If people need supporting letters for funding applications for their groups or the Fed it is possible that I could write about these issues from the stuff that I have so far put together - contact me and we can talk about whether this is useful.

I am attaching to this a copy of the dissertation I did for my MSc in 2000 with various groups in the FWWCP in case this is useful as a resource - the reference list might be helpful at least. I'm afraid the language and theme is a bit dated.

All the best for now

Love Nick

 

Presentation

This is a handout for a presentation to be given next week in Chile at the World Federation of Occupational Therapists conference on the link between what we do in The Fed and occupational therapy's conceptions of 'human occupation'. It is condensed to fit on a double sided A4 sheet and is about as much as can be fitted into a short presentation of 10 minutes. Worker writing and community publishing has a lot of potential influence and this is just one aspect. I've emphasised the worker element here specifically because of a narrow cultural base in my profession as the handout explains.
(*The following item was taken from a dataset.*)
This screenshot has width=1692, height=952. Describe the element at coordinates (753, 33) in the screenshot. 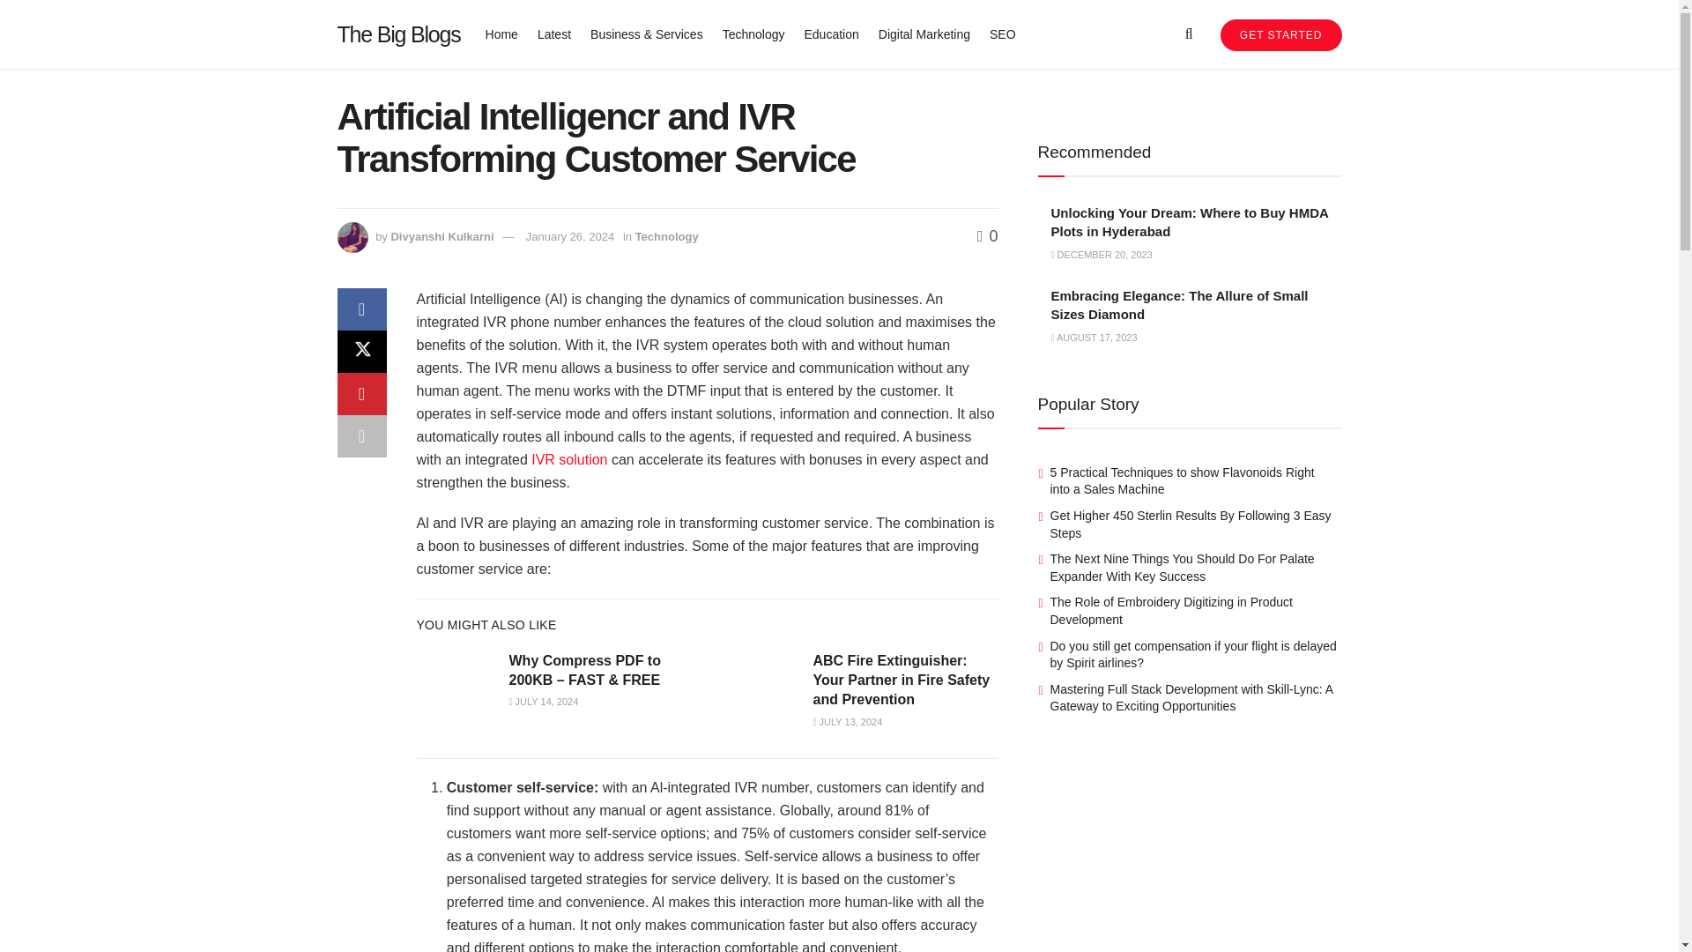

I see `Technology` at that location.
Some of the things in it need a couple of footnotes. 'Doing, being, becoming, belonging', (the last slide/picture on the handout) probably fits very well with the kinds of ideals shared in the Fed. It comes from Anne Wilcock's An Occupational Perspective of Health (2006, Slack) - but have have originally come from earlier literature on the study of quality of life, where this same mantra turns up (see David Phillips book Quality of Life Routledge 2006). If we do stuff together we experience things (being), become aware of each other and belong to a community. Wilcock has put this into a little equation: d+b3. Occupational spin-off is another thing that I am very interested in and is discussed a little in the study I just posted - this is where by doing something like joining a writing group you get involved in a whole load of other stuff, the way Pecket recruits volunteers, for example, or the way you might end up being the person who applies for funding even though you just wanted to go somwhere and share your poetry.